Tuesday, August 2, 2011

Slow start, first dinner

Julie's Organic Sorbet. Yum.
Okey dokey. We're running a little behind schedule due to some foreseen circumstances. Our original plan was to hit the ground running on August 1 with our fridge barren of anything but package-free ingredients. As it turned out, we left town for almost two weeks leading right up to the beginning of the month and despite our best efforts we still have a few perishable, packaged items to plow through.

Maybe that's Lesson One -- getting rid of food packaging can be harder than it seems. Or, there's more hyper-packaged stuff in your fridge than you may realize. After tonight's dinner, we are left with a package of grass-fed ground beef, a blob of mango sorbet, and a smattering of condiments.


We'll get more into the nitty-gritty of this experiment in later posts, but we want to repeat that the goal here is no net kitchen waste. That's more involved than you might think...it's not just about eating our peas and avoiding food waste but also about avoiding producing waste in the first place in the form of ubiquitous-yet-invisible packaging.

Okay. On to the fun stuff. Here's what Audrey made us for dinner last night:


From left to right, clockwise: frosted glass of ESB homebrew, freegan organic butter on homemade carrot-currant-walnut bread, garden veggies salad on fresh mozzarella, and garden kale chips.

This meal met our standard and was a tasty success. As we'll probably reference later, we have calculated that the homebrew is a net waste reducer: we get bulk ingredients (albeit in three or four small plastic bags) from the Reno Homebrewer, reuse our bottles and six-pack carriers, and create new waste in the form of bottle caps. We compost our spent grains and leftover beer muck, reuse our glass bottles, and our beer (probably??) has a lower transportation footprint than bottled beer.

(We'll reach out to the Reno Homebrewer folks in the course of this experiment and try to fill in some of these gaps.)

buttahhh
If you're wondering what "freegan" means, here's a better overview than I can give: http://freegan.info.
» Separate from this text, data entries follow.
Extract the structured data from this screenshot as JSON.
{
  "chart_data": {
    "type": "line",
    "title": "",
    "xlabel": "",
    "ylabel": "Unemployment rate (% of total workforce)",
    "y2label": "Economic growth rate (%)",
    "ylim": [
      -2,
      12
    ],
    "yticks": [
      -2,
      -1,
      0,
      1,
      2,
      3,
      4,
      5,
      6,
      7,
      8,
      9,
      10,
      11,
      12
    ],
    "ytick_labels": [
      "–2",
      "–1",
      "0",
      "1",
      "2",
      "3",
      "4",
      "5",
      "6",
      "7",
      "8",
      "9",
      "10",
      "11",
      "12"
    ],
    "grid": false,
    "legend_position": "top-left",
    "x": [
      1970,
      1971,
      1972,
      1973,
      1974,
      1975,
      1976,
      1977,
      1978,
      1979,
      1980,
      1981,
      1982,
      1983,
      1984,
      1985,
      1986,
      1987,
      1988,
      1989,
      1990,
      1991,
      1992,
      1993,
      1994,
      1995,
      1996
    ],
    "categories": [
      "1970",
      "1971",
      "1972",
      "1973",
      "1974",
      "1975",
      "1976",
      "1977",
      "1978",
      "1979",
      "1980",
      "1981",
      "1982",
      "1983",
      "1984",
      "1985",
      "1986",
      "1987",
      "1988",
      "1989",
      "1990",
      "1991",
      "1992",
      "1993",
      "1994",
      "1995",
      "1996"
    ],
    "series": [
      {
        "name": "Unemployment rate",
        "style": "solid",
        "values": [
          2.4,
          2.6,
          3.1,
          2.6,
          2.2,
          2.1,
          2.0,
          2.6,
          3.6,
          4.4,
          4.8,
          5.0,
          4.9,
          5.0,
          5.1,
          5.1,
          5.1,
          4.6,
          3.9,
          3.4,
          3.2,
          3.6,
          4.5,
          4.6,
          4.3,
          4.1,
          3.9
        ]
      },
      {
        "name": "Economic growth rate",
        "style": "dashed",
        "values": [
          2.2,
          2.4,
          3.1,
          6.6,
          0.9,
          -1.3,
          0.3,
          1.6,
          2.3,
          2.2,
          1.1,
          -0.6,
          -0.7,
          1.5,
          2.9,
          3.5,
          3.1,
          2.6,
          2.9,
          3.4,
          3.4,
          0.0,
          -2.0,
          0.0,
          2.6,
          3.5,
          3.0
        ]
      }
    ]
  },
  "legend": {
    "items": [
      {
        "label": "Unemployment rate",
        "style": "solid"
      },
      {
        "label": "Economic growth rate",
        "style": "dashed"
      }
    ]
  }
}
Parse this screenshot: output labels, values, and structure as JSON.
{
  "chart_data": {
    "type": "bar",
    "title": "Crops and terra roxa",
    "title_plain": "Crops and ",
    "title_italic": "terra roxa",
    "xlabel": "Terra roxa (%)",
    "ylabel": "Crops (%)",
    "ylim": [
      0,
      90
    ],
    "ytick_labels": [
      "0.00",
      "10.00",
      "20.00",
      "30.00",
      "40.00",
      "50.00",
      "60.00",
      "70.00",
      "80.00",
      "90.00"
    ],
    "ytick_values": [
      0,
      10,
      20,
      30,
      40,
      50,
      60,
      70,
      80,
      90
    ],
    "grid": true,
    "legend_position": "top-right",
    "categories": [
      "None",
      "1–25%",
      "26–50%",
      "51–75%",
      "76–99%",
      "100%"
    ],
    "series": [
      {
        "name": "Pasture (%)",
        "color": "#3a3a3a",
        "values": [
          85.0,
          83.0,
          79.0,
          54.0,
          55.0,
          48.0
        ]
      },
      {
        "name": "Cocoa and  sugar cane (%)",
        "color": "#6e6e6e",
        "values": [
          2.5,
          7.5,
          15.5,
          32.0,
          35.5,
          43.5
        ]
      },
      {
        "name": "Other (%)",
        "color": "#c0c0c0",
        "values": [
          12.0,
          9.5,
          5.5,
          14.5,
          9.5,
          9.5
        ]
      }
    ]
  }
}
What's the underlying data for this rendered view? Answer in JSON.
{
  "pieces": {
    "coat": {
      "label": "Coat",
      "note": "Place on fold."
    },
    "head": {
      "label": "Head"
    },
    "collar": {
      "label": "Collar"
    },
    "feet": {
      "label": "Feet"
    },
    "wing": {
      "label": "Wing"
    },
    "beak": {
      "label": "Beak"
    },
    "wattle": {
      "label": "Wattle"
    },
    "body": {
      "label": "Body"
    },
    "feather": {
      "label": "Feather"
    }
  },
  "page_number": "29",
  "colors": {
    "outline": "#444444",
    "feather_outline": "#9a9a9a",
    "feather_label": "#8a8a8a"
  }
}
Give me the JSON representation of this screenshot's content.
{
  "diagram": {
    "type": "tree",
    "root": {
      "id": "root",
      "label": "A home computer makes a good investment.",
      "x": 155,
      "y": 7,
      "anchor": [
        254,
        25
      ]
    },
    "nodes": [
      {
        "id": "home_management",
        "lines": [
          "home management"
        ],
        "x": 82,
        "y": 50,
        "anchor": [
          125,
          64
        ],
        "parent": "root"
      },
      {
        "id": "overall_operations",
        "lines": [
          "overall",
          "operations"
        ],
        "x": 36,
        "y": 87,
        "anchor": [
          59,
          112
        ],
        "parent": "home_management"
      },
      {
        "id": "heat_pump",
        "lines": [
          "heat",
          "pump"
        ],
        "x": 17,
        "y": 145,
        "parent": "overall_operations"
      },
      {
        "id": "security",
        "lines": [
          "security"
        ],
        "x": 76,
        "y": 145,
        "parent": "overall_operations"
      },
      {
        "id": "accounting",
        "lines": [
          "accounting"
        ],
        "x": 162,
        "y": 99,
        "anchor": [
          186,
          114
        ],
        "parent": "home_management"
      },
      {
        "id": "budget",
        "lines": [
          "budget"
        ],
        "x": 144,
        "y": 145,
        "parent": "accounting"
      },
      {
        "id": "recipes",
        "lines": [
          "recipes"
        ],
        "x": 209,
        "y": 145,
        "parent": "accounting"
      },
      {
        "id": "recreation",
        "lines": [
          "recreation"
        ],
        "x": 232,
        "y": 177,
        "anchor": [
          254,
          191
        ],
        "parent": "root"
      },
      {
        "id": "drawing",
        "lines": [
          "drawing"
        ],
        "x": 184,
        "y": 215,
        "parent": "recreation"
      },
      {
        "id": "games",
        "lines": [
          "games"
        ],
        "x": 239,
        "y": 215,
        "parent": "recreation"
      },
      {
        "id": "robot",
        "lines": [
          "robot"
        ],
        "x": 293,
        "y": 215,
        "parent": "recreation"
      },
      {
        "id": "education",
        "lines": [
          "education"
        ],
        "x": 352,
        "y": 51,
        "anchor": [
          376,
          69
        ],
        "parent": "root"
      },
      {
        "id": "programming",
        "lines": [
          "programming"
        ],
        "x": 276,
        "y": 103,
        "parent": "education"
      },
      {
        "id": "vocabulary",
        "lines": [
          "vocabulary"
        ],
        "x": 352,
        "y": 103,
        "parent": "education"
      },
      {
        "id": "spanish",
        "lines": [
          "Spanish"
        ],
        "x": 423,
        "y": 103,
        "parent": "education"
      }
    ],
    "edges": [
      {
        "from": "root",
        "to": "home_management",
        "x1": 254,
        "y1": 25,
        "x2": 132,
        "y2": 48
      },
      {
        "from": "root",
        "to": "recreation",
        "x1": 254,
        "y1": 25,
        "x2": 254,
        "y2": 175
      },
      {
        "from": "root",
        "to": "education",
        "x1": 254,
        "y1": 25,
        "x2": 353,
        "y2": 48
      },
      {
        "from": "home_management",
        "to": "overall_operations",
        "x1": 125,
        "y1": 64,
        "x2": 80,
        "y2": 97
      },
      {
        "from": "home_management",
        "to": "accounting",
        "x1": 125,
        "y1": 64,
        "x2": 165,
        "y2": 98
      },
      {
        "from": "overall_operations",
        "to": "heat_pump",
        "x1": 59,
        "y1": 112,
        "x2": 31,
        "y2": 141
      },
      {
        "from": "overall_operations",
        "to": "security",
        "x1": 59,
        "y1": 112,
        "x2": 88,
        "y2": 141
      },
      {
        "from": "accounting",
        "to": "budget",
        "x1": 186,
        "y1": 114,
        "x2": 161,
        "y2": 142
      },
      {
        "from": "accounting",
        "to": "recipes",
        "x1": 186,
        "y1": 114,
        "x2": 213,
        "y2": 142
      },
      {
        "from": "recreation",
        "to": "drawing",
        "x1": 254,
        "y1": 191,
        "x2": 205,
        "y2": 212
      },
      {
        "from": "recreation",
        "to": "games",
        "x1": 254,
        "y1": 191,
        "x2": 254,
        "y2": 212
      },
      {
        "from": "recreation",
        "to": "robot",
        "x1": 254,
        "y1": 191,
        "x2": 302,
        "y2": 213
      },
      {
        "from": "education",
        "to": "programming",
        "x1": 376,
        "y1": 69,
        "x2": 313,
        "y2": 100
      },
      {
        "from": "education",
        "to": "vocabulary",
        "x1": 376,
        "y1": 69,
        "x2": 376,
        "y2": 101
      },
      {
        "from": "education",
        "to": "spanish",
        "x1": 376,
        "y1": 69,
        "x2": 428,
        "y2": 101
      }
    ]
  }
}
As you'll see, we get some (but by no means all) of our food from dumpsters and other commercial waste/excess. In this case, we scored more than 30 pounds of organic butter back in mid-February and stacked it in the freezer. We've still got about a third of it left.

Audrey will share her wisdom in the arts of homemade bread, kale chips, and others in a future post. The fresh salad she made was a clever hodgepodge of garden tomatoes (Early Girls), gentle red onion, cucumber, and bell pepper tossed in some olive oil, red wine vinegar, and balsamic. The veggies that were not grown in the backyard were bought at our local Co-Op along with the bulk oil/vinegars.

Now, the mozzarella. We'll have to see if this can be replicated. We did some pre-August recon and found that our local Whole Foods will provide bulk, packaging-free cuts/servings of its delicious, organic fish, meats, and cheeses. This is, of course, easier done with sharp cheddar than with fresh mozzarella. As luck had it, when Audrey showed up with an old cottage cheese container the cheese folk were whipping up a fresh batch of mozz and were able to ladle two mounds of it with the water/juice on the spot. If we try to repeat this, we're gonna have to get the timing just right again or else the cheese will be prohibitively sealed away in a plastic container.


Hopefully this kept your attention enough to warrant further reading. We'll get into the swing of things, work our way through more of those leftover foodstuffs, and add some macro themes to the micro-level analysis. See you then.